Now, the lead privacy regulator of Europe is seeking to know the in-depth operation of the voice-to-text feature in the Messenger and how it complies with the EU privacy laws. If human transcribers were used by the tech giant, then it might imply that actual humans are listening to all the recordings of people sent through Messenger.

“Further to our ongoing engagement with Google, Apple, and Microsoft in relation to the processing of personal data in the context of the manual transcription of audio recordings, we are now seeking detailed information from Facebook on the processing in question and how Facebook believes that such processing of data is compliant with their GDPR obligations,” said a spokesperson for Irish Data Protection Commission, as reported by TechCrunch.

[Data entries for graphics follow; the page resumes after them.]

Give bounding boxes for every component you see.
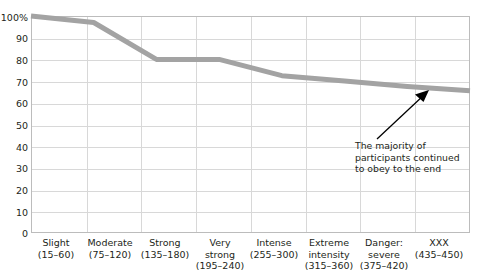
x-tick-range: (195–240) (181, 260, 259, 272)
annotation-arrow (377, 90, 429, 139)
data-line (31, 16, 470, 91)
x-tick-name: XXX (400, 237, 478, 249)
x-tick-label-xxx: XXX (435–450) (400, 237, 478, 260)
chart-annotation-text: The majority of participants continued t… (355, 140, 475, 175)
x-tick-range: (375–420) (345, 260, 423, 272)
annotation-line-1: The majority of (355, 140, 475, 152)
chart-container: 100% 90 80 70 60 50 40 30 20 10 0 (0, 0, 495, 279)
annotation-line-3: to obey to the end (355, 163, 475, 175)
x-tick-range: (435–450) (400, 249, 478, 261)
annotation-line-2: participants continued (355, 152, 475, 164)
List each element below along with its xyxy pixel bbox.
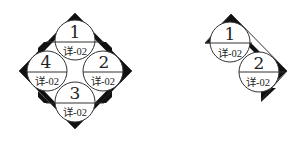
diagram-canvas: 1 详-02 4 详-02 2 详-02 3 详-02 (0, 0, 305, 142)
index-circle-1: 1 详-02 (55, 20, 95, 60)
circle-ref: 详-02 (91, 75, 115, 87)
circle-number: 1 (70, 22, 81, 42)
index-circle-2: 2 详-02 (83, 51, 123, 91)
circle-number: 2 (254, 53, 265, 73)
circle-ref: 详-02 (35, 75, 59, 87)
half-diamond-index-symbol: 1 详-02 2 详-02 (205, 14, 287, 102)
index-circle-2: 2 详-02 (239, 52, 285, 92)
circle-number: 2 (99, 52, 110, 72)
index-circle-1: 1 详-02 (205, 22, 250, 62)
index-circle-4: 4 详-02 (27, 51, 67, 91)
circle-ref: 详-02 (63, 45, 87, 57)
circle-number: 4 (41, 52, 52, 72)
circle-number: 1 (225, 24, 236, 44)
circle-ref: 详-02 (246, 76, 270, 88)
circle-ref: 详-02 (63, 106, 87, 118)
circle-ref: 详-02 (218, 47, 242, 59)
circle-number: 3 (70, 83, 81, 103)
index-circle-3: 3 详-02 (55, 82, 95, 122)
full-diamond-index-symbol: 1 详-02 4 详-02 2 详-02 3 详-02 (19, 13, 132, 129)
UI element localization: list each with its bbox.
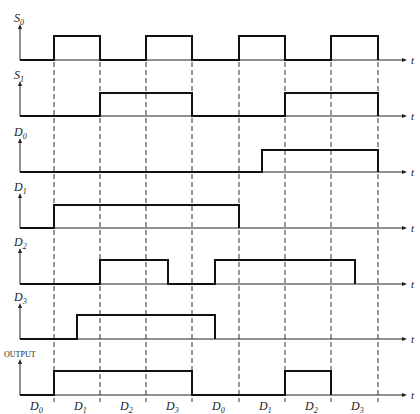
signal-label: S0: [14, 11, 24, 27]
axis-arrow-icon: [18, 359, 22, 364]
signal-label: D2: [13, 235, 27, 251]
signal-label: S1: [14, 68, 24, 84]
signal-d1: tD1: [13, 180, 415, 234]
signal-label: D1: [13, 180, 27, 196]
signal-s1: tS1: [14, 68, 415, 122]
waveform: [20, 260, 355, 284]
waveform: [20, 150, 378, 172]
signal-label: D3: [13, 290, 27, 306]
axis-arrow-icon: [402, 282, 407, 286]
signal-d3: tD3: [13, 290, 415, 345]
waveform: [20, 371, 331, 395]
time-axis-label: t: [411, 166, 415, 178]
time-axis-label: t: [411, 54, 415, 66]
signal-d2: tD2: [13, 235, 415, 290]
axis-arrow-icon: [402, 393, 407, 397]
slot-label: D0: [29, 399, 43, 414]
time-axis-label: t: [411, 333, 415, 345]
slot-guides: [54, 62, 378, 402]
axis-arrow-icon: [402, 226, 407, 230]
slot-label: D2: [119, 399, 133, 414]
axis-arrow-icon: [402, 58, 407, 62]
axis-arrow-icon: [402, 170, 407, 174]
signal-label: D0: [13, 125, 27, 141]
waveform: [20, 315, 215, 339]
waveform: [20, 93, 378, 116]
signal-output: tOUTPUT: [4, 350, 415, 401]
time-axis-label: t: [411, 278, 415, 290]
axis-arrow-icon: [402, 337, 407, 341]
signal-d0: tD0: [13, 125, 415, 178]
time-axis-label: t: [411, 110, 415, 122]
slot-label: D3: [350, 399, 364, 414]
axis-arrow-icon: [402, 114, 407, 118]
signal-label: OUTPUT: [4, 350, 36, 359]
waveform: [20, 205, 239, 228]
timing-diagram: tS0tS1tD0tD1tD2tD3tOUTPUTD0D1D2D3D0D1D2D…: [0, 0, 420, 414]
data-slot-labels: D0D1D2D3D0D1D2D3: [29, 399, 364, 414]
signal-s0: tS0: [14, 11, 415, 66]
slot-label: D2: [304, 399, 318, 414]
waveform: [20, 36, 378, 60]
slot-label: D1: [73, 399, 87, 414]
slot-label: D3: [165, 399, 179, 414]
time-axis-label: t: [411, 222, 415, 234]
slot-label: D1: [258, 399, 272, 414]
time-axis-label: t: [411, 389, 415, 401]
slot-label: D0: [211, 399, 225, 414]
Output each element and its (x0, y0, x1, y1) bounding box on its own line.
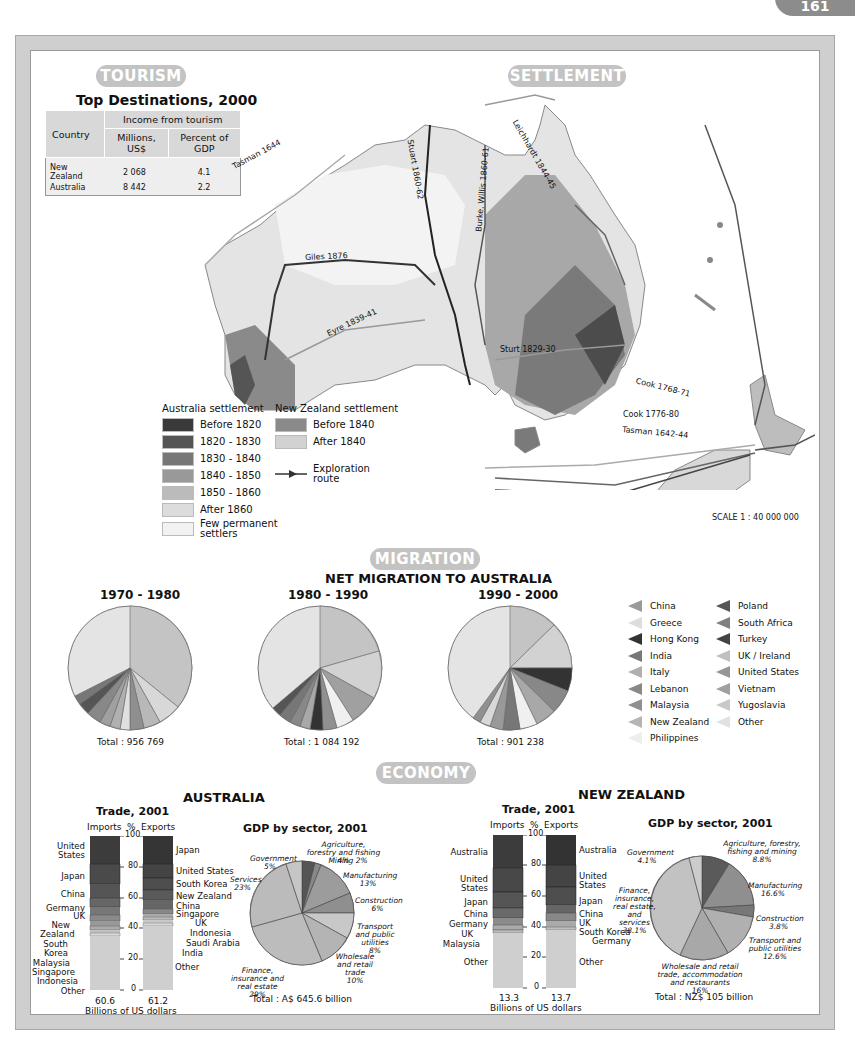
legend-item: Turkey (716, 631, 799, 648)
axis-tick: 60 (128, 893, 138, 901)
legend-item: 1830 - 1840 (162, 450, 280, 467)
axis-tick: 20 (128, 954, 138, 962)
nz-import-label: Japan (448, 898, 488, 907)
migration-title: NET MIGRATION TO AUSTRALIA (325, 571, 552, 586)
au-export-label: United States (176, 867, 234, 876)
legend-item: India (628, 648, 709, 665)
legend-item: Yugoslavia (716, 697, 799, 714)
nz-export-label: Japan (579, 897, 603, 906)
page-number: 161 (800, 0, 829, 14)
nz-gdp-label-manufacturing: Manufacturing16.6% (748, 882, 798, 898)
au-trade-title: Trade, 2001 (96, 805, 169, 818)
migration-pie-1990 (445, 603, 575, 733)
migration-section-label: MIGRATION (370, 548, 480, 570)
au-gdp-label-services: Services23% (230, 876, 255, 892)
legend-label: Before 1820 (200, 419, 261, 430)
au-exports-total: 61.2 (148, 996, 168, 1006)
legend-label: Yugoslavia (738, 700, 785, 710)
legend-label: Other (738, 717, 764, 727)
nz-exports-total: 13.7 (551, 993, 571, 1003)
au-import-label: China (49, 890, 85, 899)
au-exports-label: Exports (141, 822, 175, 832)
au-export-label: New Zealand (176, 892, 232, 901)
axis-tick: 0 (131, 985, 136, 993)
legend-triangle-icon (716, 716, 730, 728)
legend-item-exploration-route: Exploration route (275, 462, 398, 486)
nz-gdp-label-agriculture: Agriculture, forestry, fishing and minin… (722, 840, 802, 864)
legend-label: China (650, 601, 676, 611)
au-export-label: UK (195, 919, 207, 928)
legend-swatch (162, 469, 194, 483)
legend-item: Philippines (628, 730, 709, 747)
legend-label: Few permanent settlers (200, 519, 280, 539)
legend-australia-settlement: Australia settlement Before 1820 1820 - … (162, 403, 280, 540)
nz-gdp-label-government: Government4.1% (627, 849, 667, 865)
legend-item: China (628, 598, 709, 615)
legend-item: Hong Kong (628, 631, 709, 648)
legend-triangle-icon (716, 699, 730, 711)
au-import-label: United States (49, 842, 85, 860)
migration-legend-col2: Poland South Africa Turkey UK / Ireland … (716, 598, 799, 730)
legend-triangle-icon (628, 699, 642, 711)
legend-item: New Zealand (628, 714, 709, 731)
pie-total-1990: Total : 901 238 (477, 737, 544, 747)
au-export-label: Other (175, 963, 199, 972)
au-gdp-label-manufacturing: Manufacturing13% (343, 872, 393, 888)
legend-label: 1830 - 1840 (200, 453, 261, 464)
legend-triangle-icon (716, 633, 730, 645)
legend-triangle-icon (628, 716, 642, 728)
axis-tick: 20 (531, 952, 541, 960)
axis-tick: 100 (125, 831, 140, 839)
legend-label: South Africa (738, 618, 793, 628)
nz-export-label: Other (579, 958, 603, 967)
nz-gdp-total: Total : NZ$ 105 billion (655, 992, 753, 1002)
nz-exports-label: Exports (544, 820, 578, 830)
legend-label: Lebanon (650, 684, 689, 694)
nz-title: NEW ZEALAND (578, 787, 685, 802)
legend-triangle-icon (716, 617, 730, 629)
legend-item: After 1840 (275, 433, 398, 450)
au-gdp-total: Total : A$ 645.6 billion (252, 994, 352, 1004)
legend-title: New Zealand settlement (275, 403, 398, 414)
pie-period-1980: 1980 - 1990 (288, 588, 368, 602)
legend-label: Greece (650, 618, 682, 628)
legend-item: Greece (628, 615, 709, 632)
nz-gdp-label-transport: Transport and public utilities12.6% (745, 937, 805, 961)
pie-period-1970: 1970 - 1980 (100, 588, 180, 602)
legend-item: Vietnam (716, 681, 799, 698)
col-millions: Millions, US$ (105, 129, 168, 158)
nz-gdp-title: GDP by sector, 2001 (648, 817, 773, 830)
migration-pie-1970 (65, 603, 195, 733)
legend-triangle-icon (716, 666, 730, 678)
legend-label: Vietnam (738, 684, 776, 694)
nz-import-label: United States (448, 875, 488, 893)
au-import-label: South Korea (40, 940, 68, 958)
cell-millions: 2 068 (105, 158, 168, 183)
legend-item: After 1860 (162, 501, 280, 518)
legend-item: Malaysia (628, 697, 709, 714)
legend-item: Poland (716, 598, 799, 615)
legend-label: New Zealand (650, 717, 709, 727)
legend-triangle-icon (628, 617, 642, 629)
axis-tick: 60 (531, 891, 541, 899)
nz-import-label: Other (448, 958, 488, 967)
legend-triangle-icon (628, 633, 642, 645)
legend-label: India (650, 651, 672, 661)
legend-item: Before 1820 (162, 416, 280, 433)
legend-label: Malaysia (650, 700, 689, 710)
cell-millions: 8 442 (105, 182, 168, 196)
legend-triangle-icon (628, 600, 642, 612)
legend-swatch (162, 522, 194, 536)
nz-import-label: UK (448, 930, 473, 939)
au-unit: Billions of US dollars (85, 1006, 177, 1016)
axis-tick: 80 (531, 860, 541, 868)
legend-label: After 1840 (313, 436, 366, 447)
cell-country: Australia (46, 182, 105, 196)
au-gdp-label-construction: Construction6% (355, 897, 400, 913)
au-imports-total: 60.6 (95, 996, 115, 1006)
col-country: Country (46, 111, 105, 158)
settlement-section-label: SETTLEMENT (508, 65, 626, 87)
pie-total-1980: Total : 1 084 192 (284, 737, 360, 747)
legend-swatch (162, 452, 194, 466)
map-scale: SCALE 1 : 40 000 000 (712, 513, 799, 522)
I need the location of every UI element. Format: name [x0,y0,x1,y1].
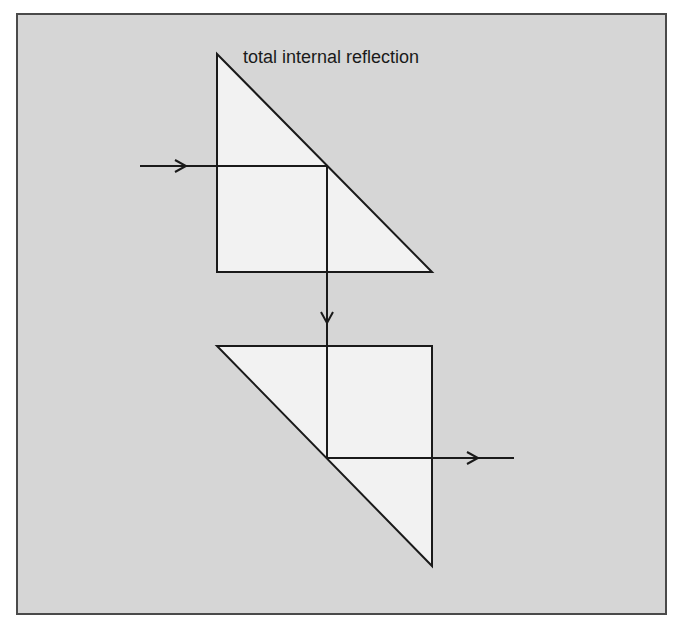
upper-prism [217,54,432,272]
annotation-total-internal-reflection: total internal reflection [243,47,419,68]
light-ray [140,166,514,458]
prism-diagram [0,0,679,638]
lower-prism [217,346,432,566]
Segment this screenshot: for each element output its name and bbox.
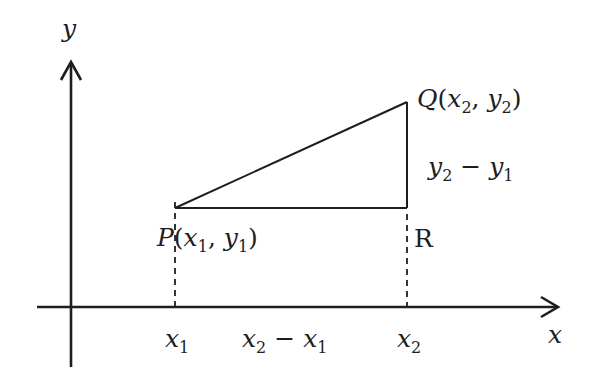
vd-a: y: [428, 152, 442, 181]
right-triangle-PQR: [175, 102, 407, 208]
vd-op: −: [452, 152, 489, 181]
point-P-name: P: [157, 223, 174, 252]
comma: ,: [472, 84, 488, 113]
point-Q-label: Q(x2, y2): [417, 86, 522, 116]
paren-open: (: [438, 84, 448, 113]
q-x-sub: 2: [461, 98, 471, 117]
hd-op: −: [266, 324, 303, 353]
point-Q-name: Q: [417, 84, 438, 113]
x2-v: x: [397, 324, 411, 353]
x1-sub: 1: [179, 338, 189, 357]
p-x: x: [184, 223, 198, 252]
hd-b-sub: 1: [317, 338, 327, 357]
q-y: y: [487, 84, 501, 113]
vertical-difference-label: y2 − y1: [428, 154, 513, 184]
point-P-label: P(x1, y1): [157, 225, 258, 255]
x-axis-label: x: [548, 322, 562, 347]
vd-b: y: [489, 152, 503, 181]
paren-close: ): [512, 84, 522, 113]
x2-sub: 2: [411, 338, 421, 357]
q-x: x: [447, 84, 461, 113]
x2-tick-label: x2: [397, 326, 421, 356]
hd-a-sub: 2: [256, 338, 266, 357]
hd-a: x: [242, 324, 256, 353]
hd-b: x: [303, 324, 317, 353]
point-R-label: R: [414, 226, 433, 251]
y-axis-label: y: [62, 16, 76, 41]
hypotenuse-PQ: [175, 102, 407, 208]
p-x-sub: 1: [198, 237, 208, 256]
vd-b-sub: 1: [503, 166, 513, 185]
vd-a-sub: 2: [442, 166, 452, 185]
p-y-sub: 1: [238, 237, 248, 256]
paren-open: (: [174, 223, 184, 252]
x-axis: [37, 297, 558, 317]
q-y-sub: 2: [502, 98, 512, 117]
comma: ,: [208, 223, 224, 252]
horizontal-difference-label: x2 − x1: [242, 326, 327, 356]
x1-tick-label: x1: [165, 326, 189, 356]
p-y: y: [224, 223, 238, 252]
y-axis: [61, 62, 81, 367]
paren-close: ): [248, 223, 258, 252]
x1-v: x: [165, 324, 179, 353]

The AI voice assistants offered by Google, Microsoft, Amazon, and Apple have attracted the attention of the EU regulators over the last few weeks. After yesterday’s report, Facebook said that it had already suspended human transcriptions earlier this month. The company further added that all the audio clips sent to its contractors were de-identified and were only collected for improving the transcription capability of the AI.

Apple and Google too have halted doing manual reviews of audio clips for their assistants. Amazon simply gave an option to out of manual reviews in Alexa’s settings.

The fact that human transcribers are used to translate voice-to-text under the guise of ‘machine learning’ is a troublesome revelation. Nearly a decade ago, a UK based startup known as Spinvox claimed to use advanced AI to convert voice-to-text. It was later reported that this startup was heavily reliant on call centers in third-world countries where actual humans went through the audio clips to transcribe them.